Saturday, 3 October 2015

The Flaw in Thinking Artificial Intelligence Can Solve Our Problems

I recently knocked out a review of Frank Tipler's 'The Physics of Immortality: Moderm Cosmology, God and the Resurrection of the Dead' (1994) on GoodReads. One passing claim struck me as particularly interesting in the light of my blog postings that cast doubt on speculative science as useful - not that it is not worthwhile but that it seems to be fuelling a cultural hysteria about scientific possibility that is distracting us from what is achievable. I have a similar critique of the social sciences and I covered my concerns about excessive claims in that area in another GoodReads review - of Lawrence Freedman's 'Strategy: A  History' (2013).

Tipler's passage gave me yet another useful bullet for my gun of scepticism about claims not only about what we can know about the world but what any machine created by us may know about the world although Tipler's main task is to postulate (amongst other things) omniscient total information at the Omega Point of history.

On page 297 of my Edition but also elsewhere, Tipler explores the amount of information required to be or do or understand certain things in the world. He points out that if something is more complex than 10 to the power of 15 bits of information, then it cannot be understood by any human being whatsoever. This is the level of complexity of the human brain itself. He points out that human society is 10 to the power of 15 bits of information times the number of humans in the world.

We have to invent higher level theories to attempt to explain such complexity but these higher level theories over-simplify and so may (I think, will) give incorrect answers. The problems of human society, in particular, are far too complex to be understood even with such theories to hand which, in my view, are not scientifically valid but merely probabilistic guidelines.

Often human instinct, honed on millions of years of evolutionary development which screens out more information than it actually uses, is going to be more effective (assuming the human being is 'intelligent', that is, evolved to maximise that evolutionary advantage) in dealing with the world than theory, no matter how apparently well based on research. Tipler's omniscient Omega Point is, of course, classed as something completely different but no one in their right minds would consider any probable AGI coming close to this level of omniscience within the foreseeable future. Tipler does not make this mistake.

Therefore, in my view, an AGI is just as likely to be more wrong (precisely because its reasoning is highly rational) than a human in those many situations where the evolution of the human brain has made it into a very fine tool for dealing with environmental complexity. Since human society is far more complex than the natural environment or environments based on classical physics (it is interesting that humans still have 'accidents' at his lower level of information, especially when distracted by human considerations), then the human being is going to be more advantaged in its competition with any creation that is still fundamentally embedded in a particular location without the environmentally attuned systems of the human.

This is not to say that AGIs might one day be more advanced in all respects than humans but the talk of the singularity has evaded and avoided this truth - that this brilliant AGI who will emerge in the wet dreams of scientists may be a reflection of their rational personality type but is no more fitted to survival and development than a scientist dumped with no funds and no friends into a refugee camp short of food and water.

In other words, species or creature survival is highly conditional on environment. The social environment in which humans are embedded may be tough but it also ensures that the human species will be operating as dominant species for quite some time after the alleged singularity. Pure intellect may not only not be able to comprend the world sufficiently to be functional (once it moves out of the realm of the physical and into the social) but, because it theorises on the basis of logic and pure reason, is likely to come up with incorrect theories by its very nature.

Worse, those human policy-makers who trust to such AGIs in the way that they currently trust to social scientists may be guilty of compounding the sorts of policy mistakes that have driven us to the brink in international relations, social collapse, economic failure in the last two or three decades. Take this as a warning!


→ **Exercise details**: Set the pictures aside and return each record below precisely as written.
*** Record extracts ***
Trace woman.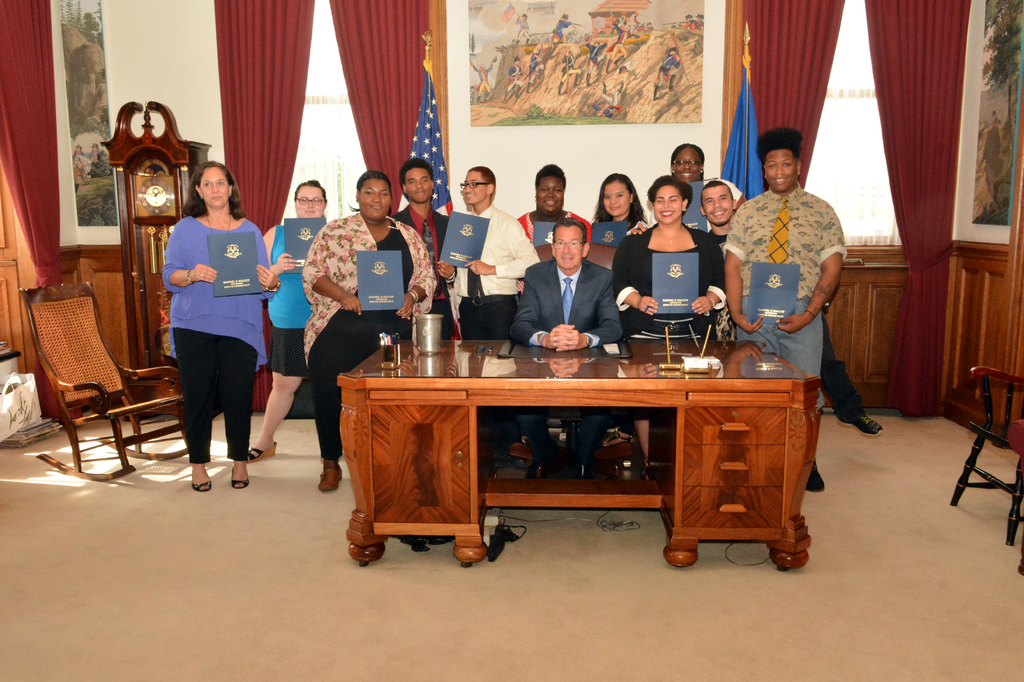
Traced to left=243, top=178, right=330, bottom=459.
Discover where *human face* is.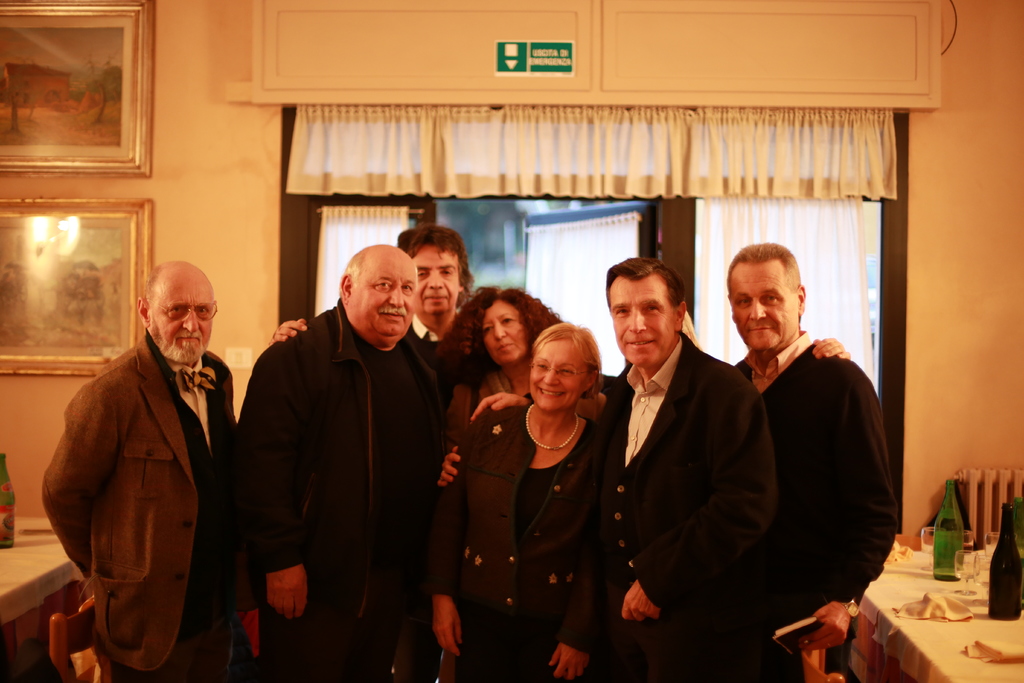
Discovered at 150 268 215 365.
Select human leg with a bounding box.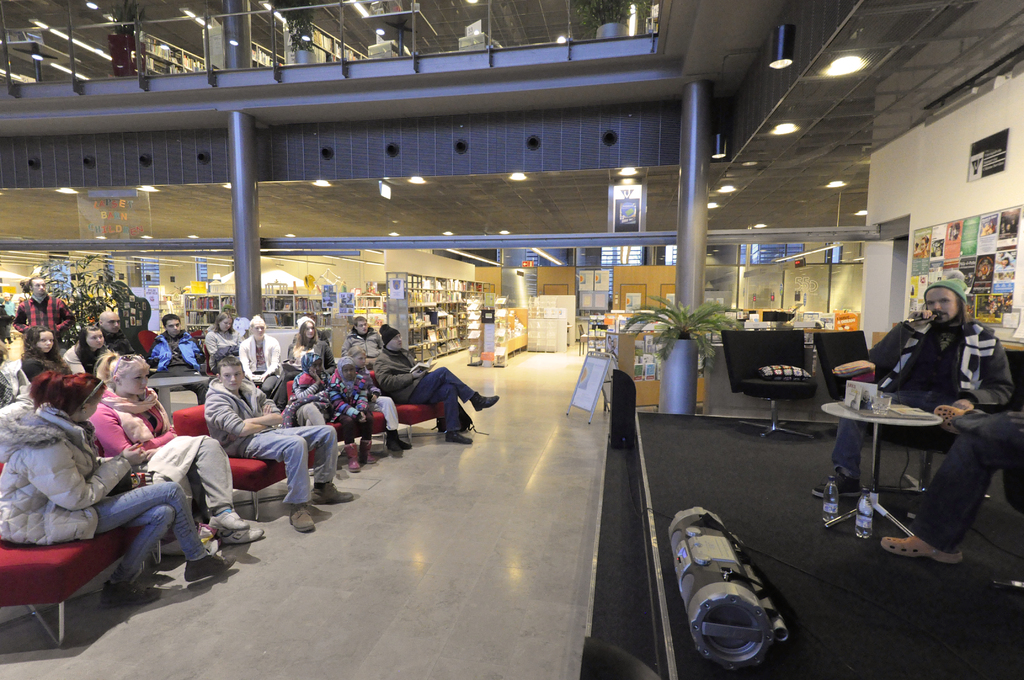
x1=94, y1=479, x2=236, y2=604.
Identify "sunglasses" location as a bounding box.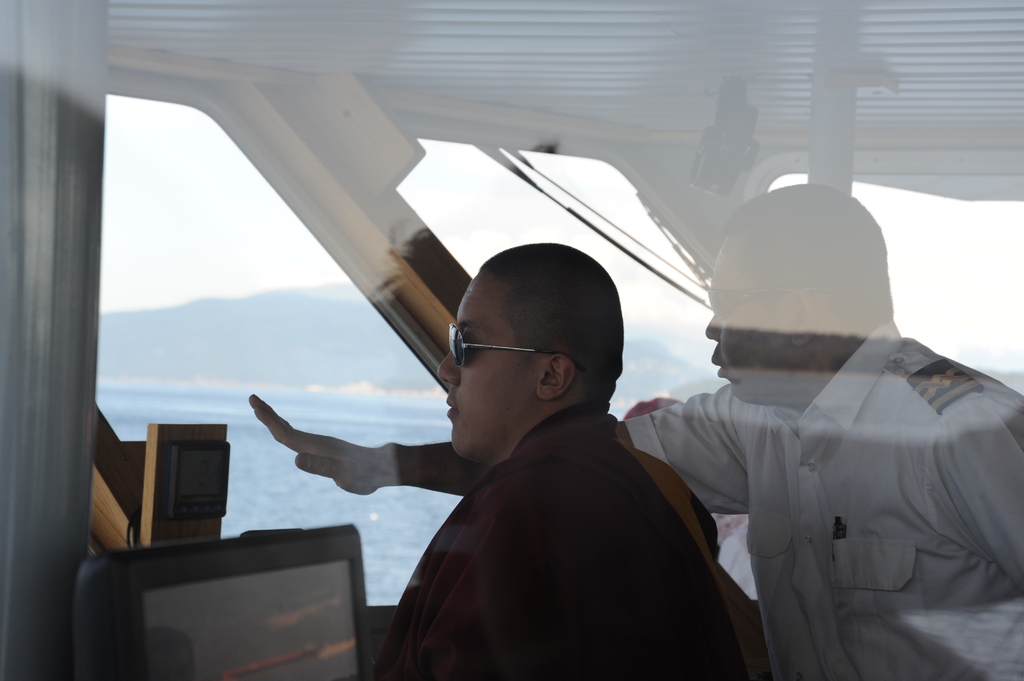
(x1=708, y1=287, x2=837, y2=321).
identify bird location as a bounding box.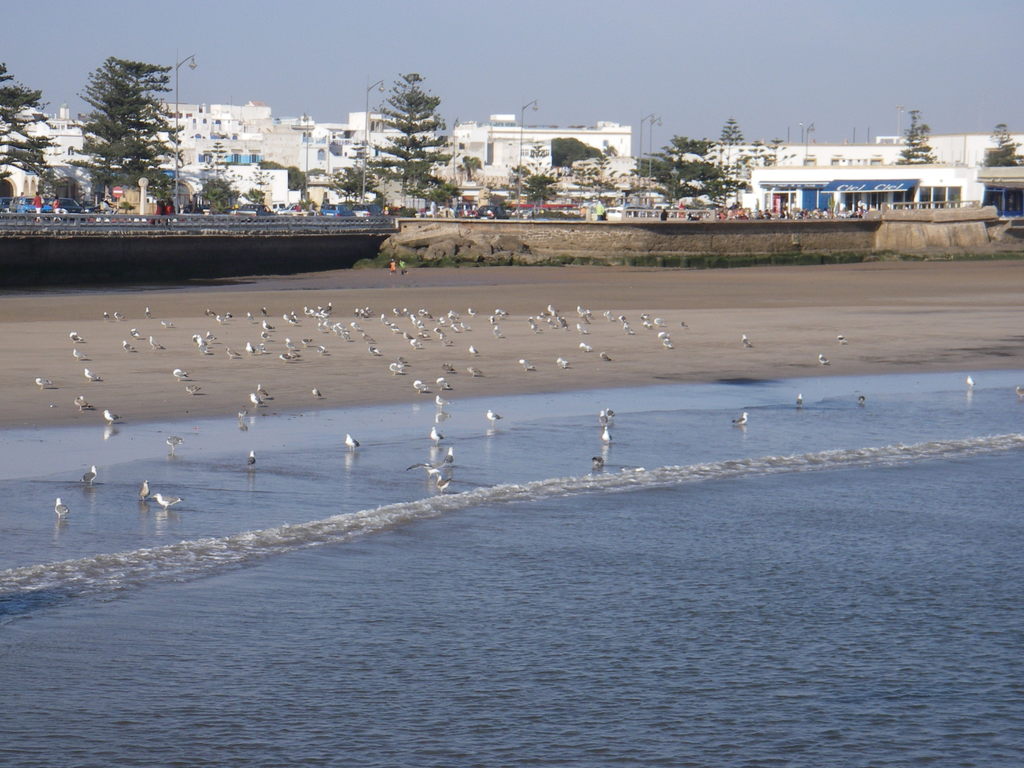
*** End of Record extracts ***
→ **Exercise solution**:
Trace woman.
Traced to left=243, top=178, right=330, bottom=459.
Discover where *human face* is.
Discovered at 150 268 215 365.
Select human leg with a bounding box.
x1=94, y1=479, x2=236, y2=604.
Identify "sunglasses" location as a bounding box.
(x1=708, y1=287, x2=837, y2=321).
identify bird location as a bounding box.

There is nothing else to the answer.